Health IT

How entrepreneurs, execs can take advantage of the techies at CES

There was a day of sessions on Fitness Tech at the 2013 Consumer Electronics Show this year, there was a digital health section of vendors, and UnitedHealth had a booth almost as spectacular as Sony’s and Samsung’s. The space was a small park in the middle of all the high-tech booths, complete with flowering trees, […]

There was a day of sessions on Fitness Tech at the 2013 Consumer Electronics Show this year, there was a digital health section of vendors, and UnitedHealth had a booth almost as spectacular as Sony’s and Samsung’s. The space was a small park in the middle of all the high-tech booths, complete with flowering trees, a place to play the company’s new fitness game, and two paths that wound along either side. UnitedHealth folks on one side demonstrated their new mobile app and cost comparison web site. On the other path, I checked out very cool data analysis tools. UnitedHealth has created a framework to pull in all sorts of data that allows you to drill down to statistics at a county level. Another tool combined EHR data with claims information in one file and included a readmission risk rating.

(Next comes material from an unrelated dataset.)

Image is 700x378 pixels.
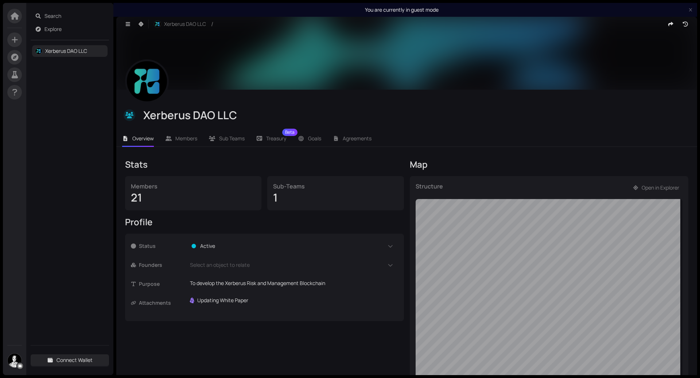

HealthSpot was there too in a coveted corner spot, showing off its telehealth kiosk.

It’s great to get the word out about the innovations going on in healthcare, but watching the thousands of people wait in line for buses and wander through the expo halls gave me other ideas about how to do the same thing. Healthcare researchers, entrepreneurs and executives could take advantage of this massive concentration of early adopters and technically inclined people. Here are three ideas for next year’s event.

Bring on the pedometers
If there was ever an event crying out for a mass pedometer demo, it is this one. I’m sure I took at least 15,000 on one of the three days I was there.
Humana handed out pedometers at a conference last fall to promote their Vitality program. The person who took the most steps won a prize at the end of the event.
Doing the same at the Consumer Electronics Show would be a great way to introduce pedometers to people who have never tracked their activity before. (There was plenty of evidence of sedentary lifestyles in the Las Vegas Convention Center.) Offer one of the show’s most popular gadgets (85″ TV anyone?) as a prize and you’ll have no trouble signing people up. And, after seeing how much walking the conference requires, it will seem easy to rack up 10,000 on normal days.

A head-to-head competition would be great too. Pick two of the many trackers and sensors on the market and have one person wear both. See how their results compare. Or, create three groups of a dozen people to try out a particular sensor. Have a panel discussion at the end of the week to compare results. Sonny Vu of Misfit Wearables spoke on a crowdfunding panel at the digital health summit. You would need a generous donor to sponsor something like this, but it would be a perfect fit for the event.

Test a smoking cessation program
Set up a booth in the central courtyard and you’ll find potential participants of all ages and nationalities. One group of researchers was working on a cell phone game as a “fidget” to redirect a smoker’s attention to a less dangerous habit. An insurer could sponsor a pilot and have a great set of data at the end of three days. There was a whole startup section in one of the conference halls. A concrete way for a big company to support a healthcare startup would be to sponsor a test like this.

Look for culture change partners
The Meaningful Use/EMR push has been great but there is still a long way to go. An important part of getting all the health data streams unified and in a usable format is breaking down all the silos that the data is stuck in. Many of the conference attendees are in electronics, but I spoke to several who collect, analyze and organized data. These folks understand how to deal with lots of data coming from lots of sources in disparate formats.
Many of them are also of an age where they have a personal desire to “get that medical records thing figured out,” as one man said to me.
Hospital leaders in particular should look for these partners who have been through rapid change and disruption in other industries, and who can help healthcare survice the same evolution.